Alison Stewart: Let's listen to--
Clyde Bullard: Very well respected and should always be preserved and probably will never die. Because the music is now ubiquitous. You can find jazz all over the world where you just think 50, 60 years ago, if you were caught playing jazz or practicing jazz in certain universities, you can almost be expelled. Now jazz has now featured, featured courses all over the world and especially America.
Alison Stewart: Let's hear another piece of music from a couple of Queens residents. Here's Count Basie and Ella Fitzgerald: Ain't Misbehavin.
[MUSIC- Count Basie and Ella Fitzgerald: Ain't Misbehavin]
No one to talk with, all by myself
No one to walk with but I'm happy on the shelf
Ain't misbehavin', I'm savin' my love for you
I know for certain the one I love
I'm through with flirtin', it's just you I'm thinkin' of
Ain't misbehavin', savin' my love for you
Alison Stewart: I have to let Ella finish there. Ben, between the 30 years, between the '30s and the '60s, how did the scene change in Queens? Because we know it's sort of. A lot of these folks either relocated or passed away, but between the '30s and '60s, what was the scene?
Ben Young: Well, that's a great question, and I have to confess, I don't go back to either of those decades expressly, but to give you a sort of view from the street. There's a difference between the sort of pioneering, actually, people study this in sociology courses, that there's a pioneering layer where somebody takes a stand, goes someplace, and then there's a real support that's indicated by the second person to take up the same mission and say, "Okay, Clark Terry is going to go out and live where Lewis Armstrong lived."

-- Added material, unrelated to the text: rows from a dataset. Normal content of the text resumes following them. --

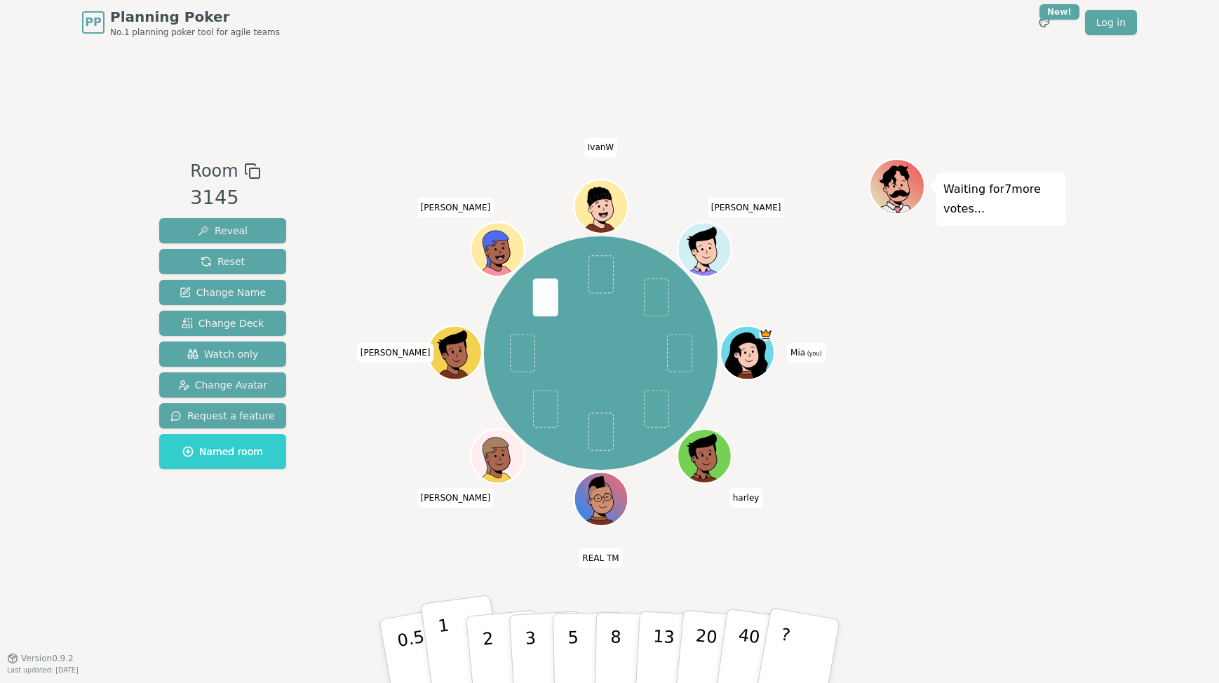 The width and height of the screenshot is (1219, 683). What do you see at coordinates (222, 231) in the screenshot?
I see `button: Reveal` at bounding box center [222, 231].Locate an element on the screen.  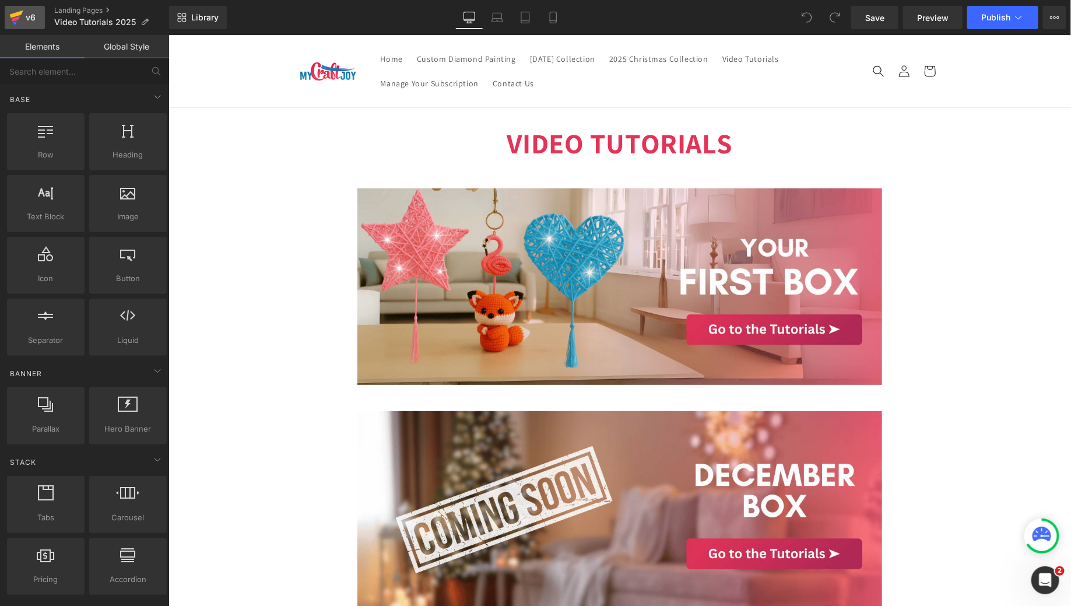
span: Stack is located at coordinates (23, 462).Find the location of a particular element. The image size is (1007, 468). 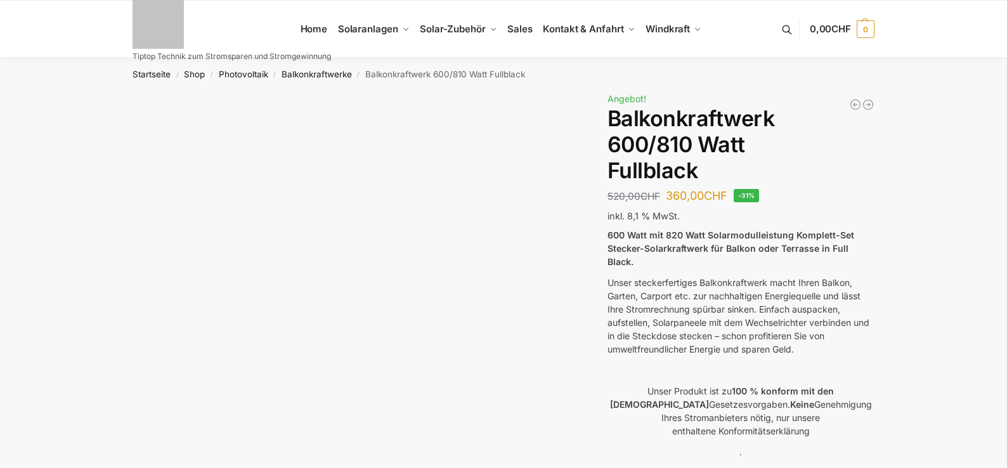

nav: Breadcrumb is located at coordinates (504, 74).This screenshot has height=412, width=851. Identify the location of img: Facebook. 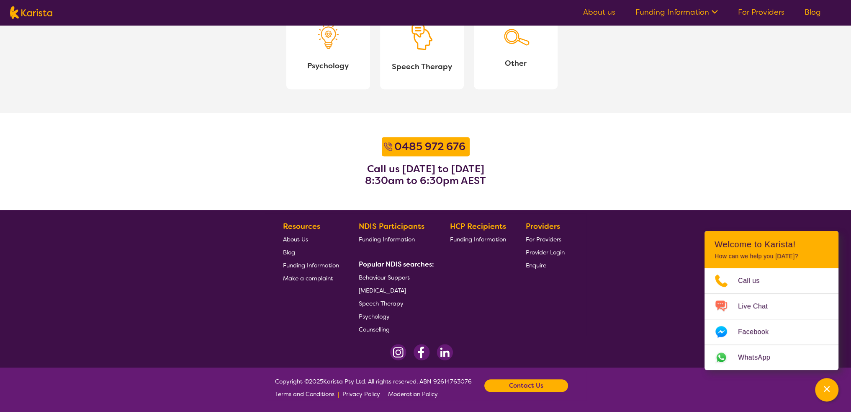
(422, 352).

Then suddenly now somebody who was an outlier, there's a movement coming on, and this is a pretty-- There's not really a finite way of answering your question, Alison, but it's a part of that same dynamic that as soon as your friends live there and can vouch that this is a comfortable place to live and, oh, by the way, you get to sneak into Count Basie's pool parties over here, then there's enough momentum to keep it going.

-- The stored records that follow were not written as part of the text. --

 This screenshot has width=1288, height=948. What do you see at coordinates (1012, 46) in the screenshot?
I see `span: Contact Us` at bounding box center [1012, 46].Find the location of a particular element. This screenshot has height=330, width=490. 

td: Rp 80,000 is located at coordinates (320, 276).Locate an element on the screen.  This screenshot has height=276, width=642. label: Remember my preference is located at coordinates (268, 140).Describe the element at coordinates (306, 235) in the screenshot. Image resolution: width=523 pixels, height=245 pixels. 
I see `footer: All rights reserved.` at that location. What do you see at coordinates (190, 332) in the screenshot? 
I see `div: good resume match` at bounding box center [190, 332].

In fact, in doing the revision for the latest version of the Queen's Jazz Trail map and the online edition of it, we spent a lot of time with AFM books, American Federation of Musicians, the union that employs musicians, basically just going through it, leafing through it piece by piece to look for jazz players in among all the other players. In the '60s is when you start to see this bump of a sort of new plateau of folks who either were just making it, which is true for a lot of jazz in the '60s, it was sort of starting to tail off, but there were folks who had a foothold who were able to say, I have work in the theaters or I have work in show business in some other place, or I have a job as a teacher that can supplement my jazz activity, that they were able to then become homesteaders and Queens.
You see in the '60s a very robust uptick. In other words, the thing that started as a skeleton in the '30s was just snowballing, and it's really underway by the 1960s.

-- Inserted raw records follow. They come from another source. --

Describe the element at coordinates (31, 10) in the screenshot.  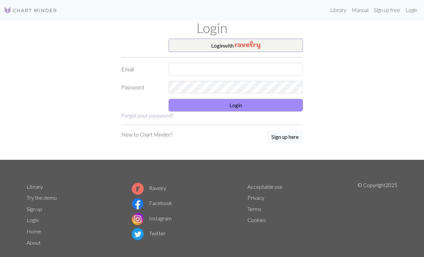
I see `img: Logo` at that location.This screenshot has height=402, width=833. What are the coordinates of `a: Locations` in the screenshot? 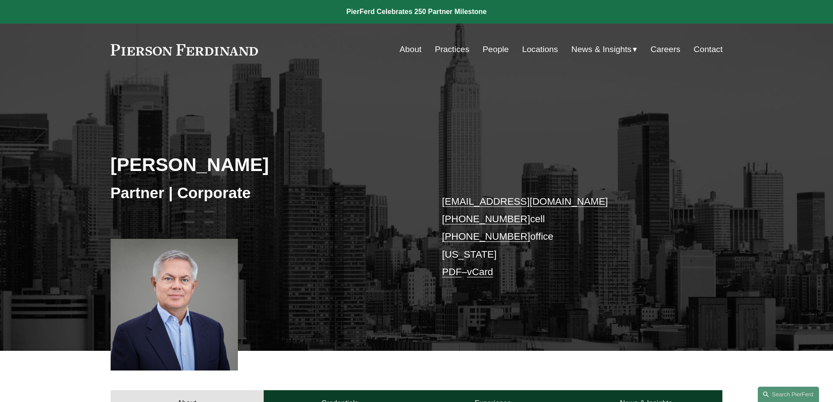 It's located at (540, 49). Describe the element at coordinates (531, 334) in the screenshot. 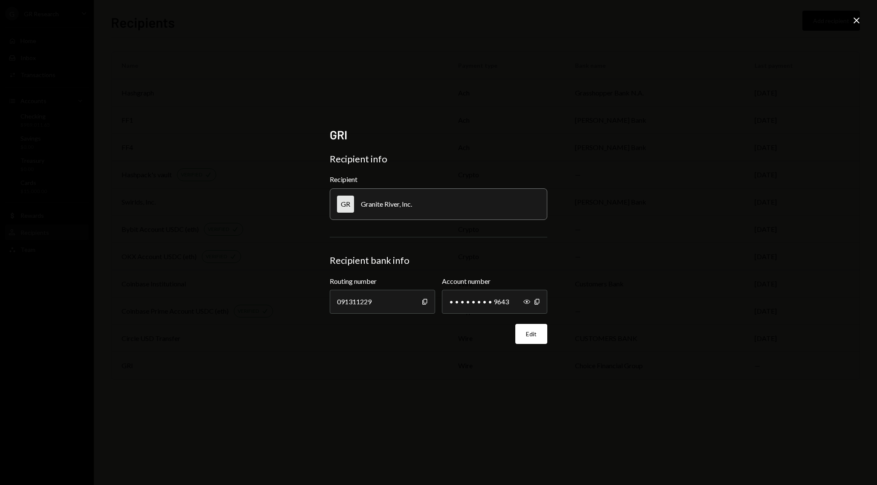

I see `button: Edit` at that location.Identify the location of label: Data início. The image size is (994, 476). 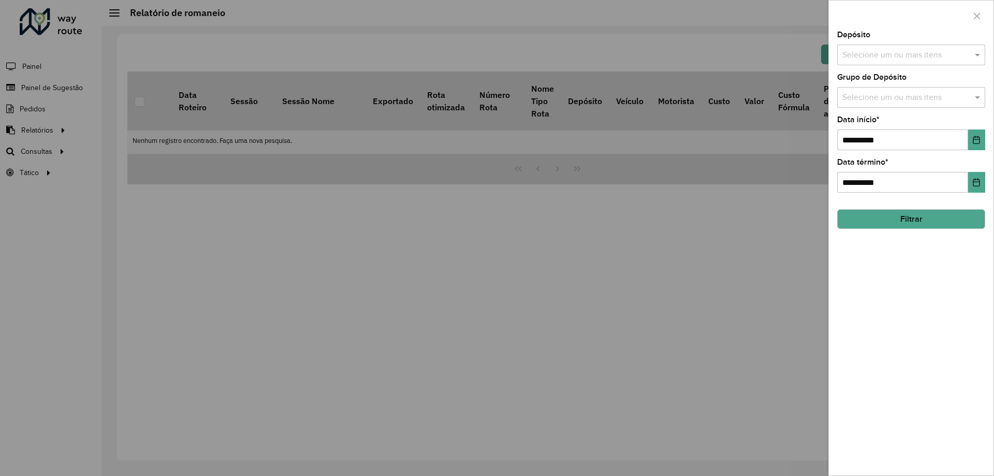
(858, 120).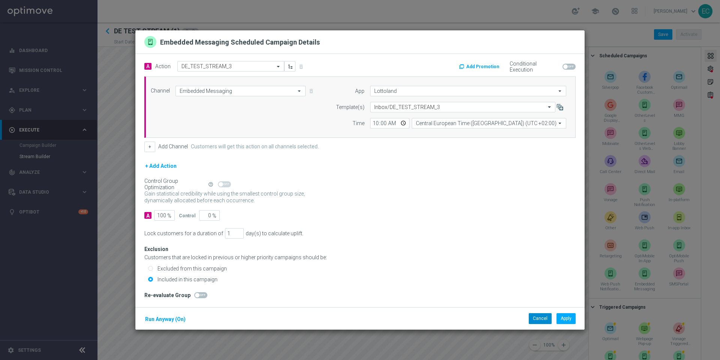 Image resolution: width=720 pixels, height=360 pixels. Describe the element at coordinates (176, 184) in the screenshot. I see `div: Control Group Optimization` at that location. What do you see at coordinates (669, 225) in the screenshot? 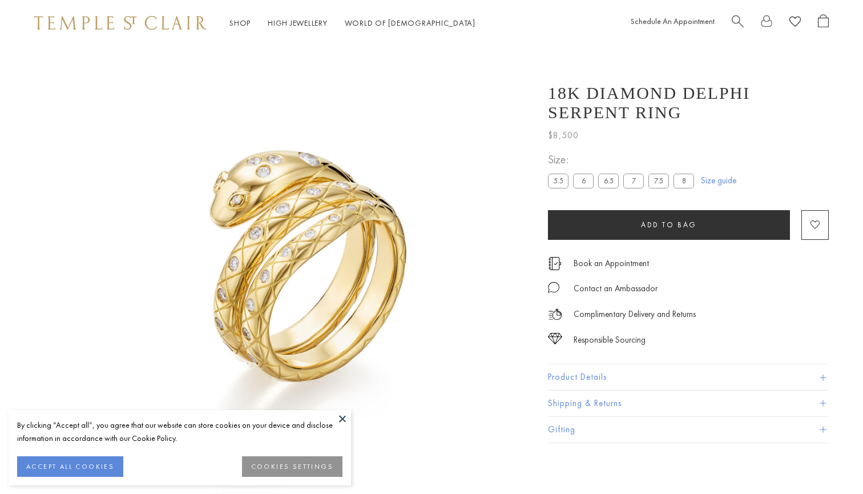
I see `button: Add to bag` at bounding box center [669, 225].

Alison Stewart: The Queens Jazz Trail Map is available online. An interactive version is available for everyone to show just how much jazz history took place in Queens. My guests have been Clyde Bullard, Fuller Town Hall's jazz producer. By the way, they hold monthly jazz jams, next one being held on October 9th for all you folks who are into jazz and into Queens, and also Ben Young, jazz historian and scholar. Thank you so much for both of you for joining us.
Clyde Bullard: Thank you for having us.
Ben Young: Thanks, Alison, and check out the site.